Essays by Christoph Brockhaus, Luigi Ambrosini, Birgit Brunk, Ettore Cozzani, Leonetta Cecchi, Erich Franz, Dieter Schwarz, Gottlieb Leinz, Ludwig Hevesi, Giovanni Lista, Julius Meier-Graefe, Pieraccini, Margherita Sarfatti, Ardengo Soffici, et al.
Hardcover, 8.75 x 11.5 in. / 152 pgs / 103 color | 4/2/2004 | Not available $50.00
The book compiles sculptures, photographs, drawings, writings and a selection of letters by Italian sculptor Medardo Rosso (1858–1928), a pioneer of modern sculpture hailed as a precursor to Italian futurism.
Published by Pulitzer Arts Foundation. Foreword by Cara Starke. Text by Jodi Hauptman, Sharon Hecker, Tamara H. Schenkenberg, Matthew S. Witkovsky.
Focusing on everyday people as his subjects, Rosso portrayed fugitive physical or emotional states, employing innovative casting and modeling techniques in plaster, bronze and wax, his signature material. Medardo Rosso: Experiments in Light and Form features nearly 100 works of sculpture, drawing and photography, and explores Rosso’s efforts to capture and manipulate light. It presents extensive installation photography, documenting the works on view within the variable natural and artificial light of the Pulitzer Arts Foundation building. The book also features original scholarly essays by the exhibition co-curators and other contributors, as well as an illustrated checklist—presenting a selection of Rosso’s lesser-known experiments in drawing and photography, in addition to some of his most celebrated sculptures.
Published by Galerie Thaddaeus Ropac. Edited by Oona Doyle, Julia Peyton-Jones. Foreword by Thaddaeus Ropac. Text by Sharon Hecker. Interview with Tony Cragg, Julia Peyton-Jones.
This catalog provides new scholarship on Italian sculptor Medardo Rosso (1858–1928) by focusing on his encounters with London and his legacy in contemporary sculpture.
Published by Richter Verlag. Essays by Christoph Brockhaus, Luigi Ambrosini, Birgit Brunk, Ettore Cozzani, Leonetta Cecchi, Erich Franz, Dieter Schwarz, Gottlieb Leinz, Ludwig Hevesi, Giovanni Lista, Julius Meier-Graefe, Pieraccini, Margherita Sarfatti, Ardengo Soffici, et al.
With his figures, Italian sculptor Medardo Rosso succeeded in contributing decisively to the development of modern sculpture. The artist's points of focus were the moment when the sculpture was perceived and the fusion of the figure with its surroundings. He worked almost exclusively on portrait heads; wax became a substitute for bronze, allowing him to work the surface of the sculpture to its finest perfection and to use different hues, adequate expression for the fleetingness of the apparition. And they are fleeting--one hardly knows if the portrayed faces are receding from the sculpture's surface or pushing up against it. In Paris, where Rosso spent the greater part of his life, he found understanding friends in Edgar Degas and the collector Henri Rouart, while friendship with Rodin miscarried because of the rivalry between the two sculptors. At around the turn of the century, Rosso's sculptures could be seen at many large European exhibitions; the Futurists would soon hold him up as a model. This publication, a scholarly survey of the artist's work, makes clear that although Rosso limited himself to very few motifs, their many different versions translated into independent works.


• ACTIVITY:
Even where a line looks wrong, copy it exactly and include every entry.

[Phrase grounding data]
*-*-*
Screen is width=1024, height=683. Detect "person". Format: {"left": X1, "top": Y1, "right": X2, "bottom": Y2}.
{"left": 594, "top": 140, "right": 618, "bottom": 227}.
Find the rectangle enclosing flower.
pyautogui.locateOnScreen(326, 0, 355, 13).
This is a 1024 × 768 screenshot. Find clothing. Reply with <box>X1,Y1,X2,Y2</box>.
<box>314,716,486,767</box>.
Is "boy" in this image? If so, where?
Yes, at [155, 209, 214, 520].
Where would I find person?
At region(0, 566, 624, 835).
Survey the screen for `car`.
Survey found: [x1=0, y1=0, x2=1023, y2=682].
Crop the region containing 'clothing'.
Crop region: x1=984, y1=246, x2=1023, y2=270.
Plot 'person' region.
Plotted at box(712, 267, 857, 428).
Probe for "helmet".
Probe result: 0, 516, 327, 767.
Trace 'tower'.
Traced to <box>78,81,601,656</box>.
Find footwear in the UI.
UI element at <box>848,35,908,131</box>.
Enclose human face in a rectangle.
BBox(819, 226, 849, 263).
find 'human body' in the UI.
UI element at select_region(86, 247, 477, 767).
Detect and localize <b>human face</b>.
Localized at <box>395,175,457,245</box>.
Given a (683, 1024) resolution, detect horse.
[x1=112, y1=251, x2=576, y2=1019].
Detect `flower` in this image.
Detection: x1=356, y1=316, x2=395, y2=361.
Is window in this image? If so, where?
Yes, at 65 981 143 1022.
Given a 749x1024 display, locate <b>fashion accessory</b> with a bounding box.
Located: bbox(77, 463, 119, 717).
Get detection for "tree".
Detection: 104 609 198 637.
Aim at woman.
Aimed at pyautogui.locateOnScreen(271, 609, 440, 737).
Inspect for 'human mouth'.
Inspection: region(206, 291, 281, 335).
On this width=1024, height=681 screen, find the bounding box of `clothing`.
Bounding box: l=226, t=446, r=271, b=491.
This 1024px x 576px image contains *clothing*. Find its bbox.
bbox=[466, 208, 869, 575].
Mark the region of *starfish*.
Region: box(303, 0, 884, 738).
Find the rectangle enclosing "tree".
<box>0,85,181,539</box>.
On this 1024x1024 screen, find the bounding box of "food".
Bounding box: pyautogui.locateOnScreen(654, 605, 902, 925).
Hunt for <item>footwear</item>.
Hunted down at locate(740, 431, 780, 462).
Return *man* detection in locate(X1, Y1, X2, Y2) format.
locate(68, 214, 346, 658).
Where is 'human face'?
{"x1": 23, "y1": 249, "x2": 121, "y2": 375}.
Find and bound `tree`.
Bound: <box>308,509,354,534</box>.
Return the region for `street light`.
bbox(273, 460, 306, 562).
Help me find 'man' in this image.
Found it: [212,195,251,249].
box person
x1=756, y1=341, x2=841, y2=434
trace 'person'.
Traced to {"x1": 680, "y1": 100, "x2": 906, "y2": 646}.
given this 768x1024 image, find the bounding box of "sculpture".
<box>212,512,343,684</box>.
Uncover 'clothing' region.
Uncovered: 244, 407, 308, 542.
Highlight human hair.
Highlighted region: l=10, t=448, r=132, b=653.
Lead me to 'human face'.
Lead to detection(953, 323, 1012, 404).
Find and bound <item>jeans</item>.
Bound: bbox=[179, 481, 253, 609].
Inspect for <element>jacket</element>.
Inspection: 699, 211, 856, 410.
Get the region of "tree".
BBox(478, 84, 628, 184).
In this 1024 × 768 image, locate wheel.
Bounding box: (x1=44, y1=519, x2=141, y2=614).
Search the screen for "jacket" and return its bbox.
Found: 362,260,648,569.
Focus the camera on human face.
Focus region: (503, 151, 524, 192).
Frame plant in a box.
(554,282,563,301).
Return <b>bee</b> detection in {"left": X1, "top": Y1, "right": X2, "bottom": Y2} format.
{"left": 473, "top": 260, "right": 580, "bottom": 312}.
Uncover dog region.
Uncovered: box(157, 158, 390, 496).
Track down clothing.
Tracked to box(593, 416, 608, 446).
*-*-*
• RESULT OF THE EXERCISE:
Screen is width=1024, height=683. Detect "person". Format: {"left": X1, "top": Y1, "right": X2, "bottom": Y2}.
{"left": 594, "top": 140, "right": 618, "bottom": 227}.
Find the rectangle enclosing flower.
pyautogui.locateOnScreen(326, 0, 355, 13).
This is a 1024 × 768 screenshot. Find clothing. Reply with <box>X1,Y1,X2,Y2</box>.
<box>314,716,486,767</box>.
Is "boy" in this image? If so, where?
Yes, at [155, 209, 214, 520].
Where would I find person?
At region(0, 566, 624, 835).
Survey the screen for `car`.
Survey found: [x1=0, y1=0, x2=1023, y2=682].
Crop the region containing 'clothing'.
Crop region: x1=984, y1=246, x2=1023, y2=270.
Plot 'person' region.
Plotted at box(712, 267, 857, 428).
Probe for "helmet".
Probe result: 0, 516, 327, 767.
Trace 'tower'.
Traced to <box>78,81,601,656</box>.
Find footwear in the UI.
UI element at <box>848,35,908,131</box>.
Enclose human face in a rectangle.
BBox(819, 226, 849, 263).
find 'human body' in the UI.
UI element at select_region(86, 247, 477, 767).
Detect and localize <b>human face</b>.
Localized at <box>395,175,457,245</box>.
Given a (683, 1024) resolution, detect horse.
[x1=112, y1=251, x2=576, y2=1019].
Detect `flower` in this image.
Detection: x1=356, y1=316, x2=395, y2=361.
Is window in this image? If so, where?
Yes, at 65 981 143 1022.
Given a 749x1024 display, locate <b>fashion accessory</b> with a bounding box.
Located: bbox(77, 463, 119, 717).
Get detection for "tree".
Detection: 104 609 198 637.
Aim at woman.
Aimed at pyautogui.locateOnScreen(271, 609, 440, 737).
Inspect for 'human mouth'.
Inspection: region(206, 291, 281, 335).
On this width=1024, height=681 screen, find the bounding box of `clothing`.
Bounding box: l=226, t=446, r=271, b=491.
This 1024px x 576px image contains *clothing*. Find its bbox.
bbox=[466, 208, 869, 575].
Mark the region of *starfish*.
Region: box(303, 0, 884, 738).
Find the rectangle enclosing "tree".
<box>0,85,181,539</box>.
On this 1024x1024 screen, find the bounding box of "food".
Bounding box: pyautogui.locateOnScreen(654, 605, 902, 925).
Hunt for <item>footwear</item>.
Hunted down at locate(740, 431, 780, 462).
Return *man* detection in locate(X1, Y1, X2, Y2) format.
locate(68, 214, 346, 658).
Where is 'human face'?
{"x1": 23, "y1": 249, "x2": 121, "y2": 375}.
Find and bound `tree`.
Bound: <box>308,509,354,534</box>.
Return the region for `street light`.
bbox(273, 460, 306, 562).
Help me find 'man' in this image.
Found it: [212,195,251,249].
box person
x1=756, y1=341, x2=841, y2=434
trace 'person'.
Traced to {"x1": 680, "y1": 100, "x2": 906, "y2": 646}.
given this 768x1024 image, find the bounding box of "sculpture".
<box>212,512,343,684</box>.
Uncover 'clothing' region.
Uncovered: 244, 407, 308, 542.
Highlight human hair.
Highlighted region: l=10, t=448, r=132, b=653.
Lead me to 'human face'.
Lead to detection(953, 323, 1012, 404).
Find and bound <item>jeans</item>.
Bound: bbox=[179, 481, 253, 609].
Inspect for <element>jacket</element>.
Inspection: 699, 211, 856, 410.
Get the region of "tree".
BBox(478, 84, 628, 184).
In this 1024 × 768 image, locate wheel.
Bounding box: (x1=44, y1=519, x2=141, y2=614).
Search the screen for "jacket" and return its bbox.
Found: 362,260,648,569.
Focus the camera on human face.
Focus region: (503, 151, 524, 192).
Frame plant in a box.
(554,282,563,301).
Return <b>bee</b> detection in {"left": X1, "top": Y1, "right": X2, "bottom": Y2} format.
{"left": 473, "top": 260, "right": 580, "bottom": 312}.
Uncover dog region.
Uncovered: box(157, 158, 390, 496).
Track down clothing.
Tracked to box(593, 416, 608, 446).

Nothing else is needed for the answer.